Let's be super generous and imagine that every man, woman and child who ever lived knew 50 unique recipes and that each of those recipes were unique to that person - aka no two people ever cooked the same dish.

That places the total number of world recipes ever cooked at 5 trillion or 61 orders of magnitude (61 zeros) less than the  Total Recipe Space.

(b) There are supposedly 9.48x 10^61 atoms in the known universe or 12 orders of magnitude fewer than the Total Recipe Space (conservative estimate).

So that means, even with lots of 'fusion' restaurants, humanity will never explore even a small fraction of the Total Recipe Space (unless we get to post-Singularity intelligences that model food tastes and cook recipes 'virtually').   If every man, woman and child alive today made a new recipe for breakfast, lunch and dinner for each day of his/her 80 year life, we only get to 6.13 x 10^14 number of recipes.

What this means for life, liberty and the pursuit of happiness?
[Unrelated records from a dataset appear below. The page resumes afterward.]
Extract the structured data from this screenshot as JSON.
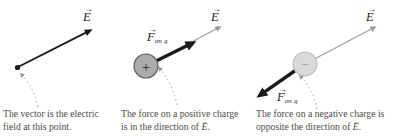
{
  "figure": {
    "description_glyphs": {
      "vec_arrow": "→"
    }
  },
  "glyphs": {
    "vec_arrow": "→"
  },
  "colors": {
    "arrow_black": "#1a1a1a",
    "field_arrow_gray": "#9b9b9b",
    "leader_dotted_gray": "#9a9a9a",
    "charge_positive_fill": "#ababab",
    "charge_positive_border": "#5d5d5d",
    "charge_negative_fill": "#d9d9d9",
    "charge_negative_border": "#bcbcbc",
    "caption_text": "#4f4b45"
  },
  "panels": [
    {
      "field_label": "E",
      "caption": {
        "line1": "The vector is the electric",
        "line2_pre": "field at this point."
      }
    },
    {
      "field_label": "E",
      "force_label": "F",
      "force_sub": "on q",
      "charge_sign": "+",
      "caption": {
        "line1": "The force on a positive charge",
        "line2_pre": "is in the direction of ",
        "line2_vec": "E",
        "line2_post": "."
      }
    },
    {
      "field_label": "E",
      "force_label": "F",
      "force_sub": "on q",
      "charge_sign": "−",
      "caption": {
        "line1": "The force on a negative charge is",
        "line2_pre": "opposite the direction of ",
        "line2_vec": "E",
        "line2_post": "."
      }
    }
  ]
}
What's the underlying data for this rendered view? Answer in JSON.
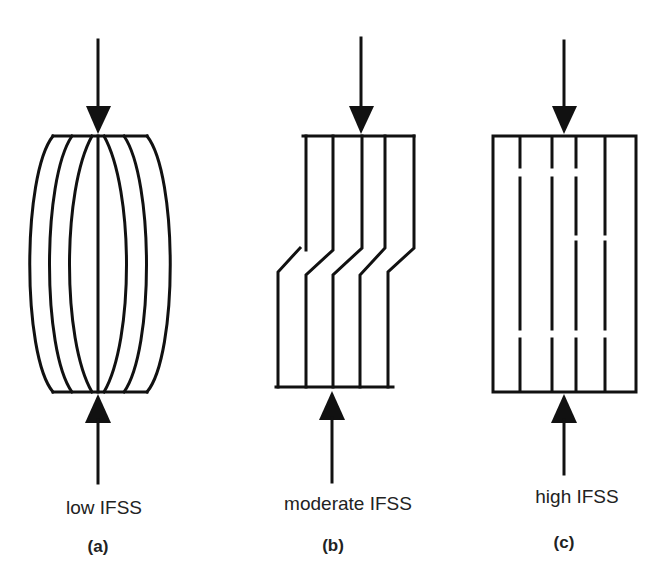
{
  "figure": {
    "panels": [
      {
        "id": "a",
        "label": "low IFSS",
        "tag": "(a)",
        "mode": "fiber buckling / bulging outward"
      },
      {
        "id": "b",
        "label": "moderate IFSS",
        "tag": "(b)",
        "mode": "shear kinking of fibers"
      },
      {
        "id": "c",
        "label": "high IFSS",
        "tag": "(c)",
        "mode": "fiber fragmentation / breaks"
      }
    ],
    "colors": {
      "line": "#111111",
      "background": "#ffffff",
      "text": "#222222"
    }
  }
}
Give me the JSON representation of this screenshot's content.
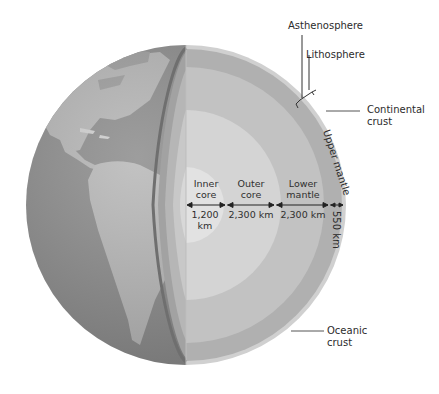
{
  "colors": {
    "background": "#ffffff",
    "globe_ocean": "#8a8a8a",
    "globe_land": "#b8b8b8",
    "crust": "#c9c9c9",
    "upper_mantle": "#a9a9a9",
    "lower_mantle": "#bdbdbd",
    "outer_core": "#cfcfcf",
    "inner_core": "#dedede",
    "text": "#2b2b2b",
    "leader_line": "#555555"
  },
  "callouts": {
    "asthenosphere": "Asthenosphere",
    "lithosphere": "Lithosphere",
    "continental_crust_line1": "Continental",
    "continental_crust_line2": "crust",
    "oceanic_crust_line1": "Oceanic",
    "oceanic_crust_line2": "crust"
  },
  "layers": [
    {
      "name_line1": "Inner",
      "name_line2": "core",
      "thickness_line1": "1,200",
      "thickness_line2": "km"
    },
    {
      "name_line1": "Outer",
      "name_line2": "core",
      "thickness_line1": "2,300 km",
      "thickness_line2": ""
    },
    {
      "name_line1": "Lower",
      "name_line2": "mantle",
      "thickness_line1": "2,300 km",
      "thickness_line2": ""
    },
    {
      "name_line1": "Upper mantle",
      "name_line2": "",
      "thickness_line1": "550 km",
      "thickness_line2": ""
    }
  ]
}
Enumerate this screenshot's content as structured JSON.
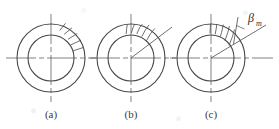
{
  "figure": {
    "type": "engineering-diagram",
    "stroke_color": "#4a4a4a",
    "centerline_color": "#4a4a4a",
    "background": "#ffffff",
    "geometry": {
      "outer_radius": 34,
      "inner_radius": 23,
      "center_y": 58,
      "centers_x": [
        51,
        131,
        211
      ]
    },
    "panels": [
      {
        "id": "a",
        "caption": "(a)",
        "caption_x": 51,
        "caption_y": 115,
        "center_x": 51,
        "hatch_style": "straight-radial",
        "hatch_count": 5,
        "hatch_start_angle_deg": 18,
        "hatch_end_angle_deg": 52,
        "has_lead_line": false,
        "has_angle_label": false
      },
      {
        "id": "b",
        "caption": "(b)",
        "caption_x": 131,
        "caption_y": 115,
        "center_x": 131,
        "hatch_style": "curved",
        "hatch_count": 5,
        "hatch_start_angle_deg": 48,
        "hatch_end_angle_deg": 86,
        "has_lead_line": true,
        "lead_line_angle_deg": 37,
        "lead_line_length": 52,
        "has_angle_label": false
      },
      {
        "id": "c",
        "caption": "(c)",
        "caption_x": 211,
        "caption_y": 115,
        "center_x": 211,
        "hatch_style": "curved",
        "hatch_count": 5,
        "hatch_start_angle_deg": 52,
        "hatch_end_angle_deg": 88,
        "has_lead_line": true,
        "lead_line_angle_deg": 30,
        "lead_line_length": 60,
        "has_angle_label": true,
        "angle_label": "β",
        "angle_label_subscript": "m",
        "angle_label_x": 252,
        "angle_label_y": 22
      }
    ],
    "centerlines": {
      "horizontal_y": 58,
      "horizontal_x_start": 6,
      "horizontal_x_end": 273,
      "vertical_y_start": 14,
      "vertical_y_end": 102
    }
  }
}
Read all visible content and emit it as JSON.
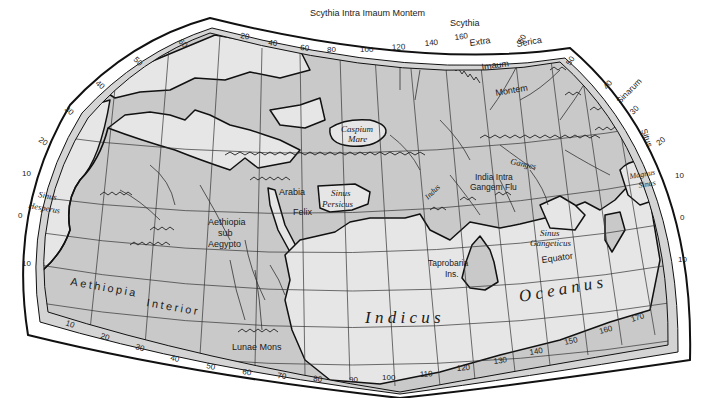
{
  "map": {
    "title": "Ptolemy's World Map",
    "colors": {
      "land": "#c9c9c9",
      "sea": "#e6e6e6",
      "frame": "#ffffff",
      "border_outer_band": "#d4d4d4",
      "line": "#111111"
    },
    "top_scale": {
      "labels": [
        "20",
        "40",
        "60",
        "80",
        "100",
        "120",
        "140",
        "160"
      ]
    },
    "bottom_scale": {
      "labels": [
        "10",
        "20",
        "30",
        "40",
        "50",
        "60",
        "70",
        "80",
        "90",
        "100",
        "110",
        "120",
        "130",
        "140",
        "150",
        "160",
        "170"
      ]
    },
    "left_scale": {
      "labels": [
        "60",
        "50",
        "40",
        "30",
        "20",
        "10",
        "0",
        "10"
      ]
    },
    "right_scale": {
      "labels": [
        "60",
        "50",
        "40",
        "30",
        "20",
        "10",
        "0",
        "10"
      ]
    },
    "regions": {
      "scythia_intra": "Scythia Intra Imaum Montem",
      "scythia": "Scythia",
      "extra": "Extra",
      "imaum": "Imaum",
      "montem": "Montem",
      "serica": "Serica",
      "sinarum": "Sinarum",
      "situs": "Situs",
      "arabia": "Arabia",
      "felix": "Felix",
      "aethiopia_sub_1": "Aethiopia",
      "aethiopia_sub_2": "sub",
      "aethiopia_sub_3": "Aegypto",
      "aethiopia_interior_1": "Aethiopia",
      "aethiopia_interior_2": "Interior",
      "india_intra_1": "India Intra",
      "india_intra_2": "Gangem Flu",
      "lunae_mons": "Lunae Mons",
      "taprobana_1": "Taprobaria",
      "taprobana_2": "Ins.",
      "equator": "Equator"
    },
    "water_bodies": {
      "caspium_1": "Caspium",
      "caspium_2": "Mare",
      "sinus_persicus_1": "Sinus",
      "sinus_persicus_2": "Persicus",
      "sinus_hesperus_1": "Sinus",
      "sinus_hesperus_2": "Hesperus",
      "sinus_gangeticus_1": "Sinus",
      "sinus_gangeticus_2": "Gangeticus",
      "magnus_sinus_1": "Magnus",
      "magnus_sinus_2": "Sinus",
      "indicus": "I n d i c u s",
      "oceanus": "O c e a n u s"
    },
    "rivers": {
      "ganges": "Ganges",
      "indus": "Indus"
    }
  }
}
(1) If you are fusion chef, keep experimenting!  Please.  For the good of humanity itself - you might discover the next tuna tartare-avocado combination that will spread around the world

If you are a restaurant-goer, be kind to those chefs who try new things.   They are the startups of the food world and they are doing us all a service by expanding into new parts of the Total Recipe Space.

(2) I have read statistics that claim that the average family repeats the same 6 to 12 recipes.  

If you cook at home,. you might consider, in this context, there there might be room to expand your mix of recipes!

(2) If there are 1 x 10^73 choices for dinner, imagine how many choices you have about how to live your life in which every moment you are deciding what to think, what to say, what to do and where to go?  

Be bold.  Don't just do what you think you 'ought to'.   All of the humans who have ever lived have barely scratched the surface of "what's for lunch?" let alone how you should live your life and what you should do for your career, for your personal life, for your family and for love.

So step out into that broader world and help us all expand the scope of human knowledge and experience, one step, one idea and one recipe at a time!

Posted on March 18, 2014 and filed under Just For Fun.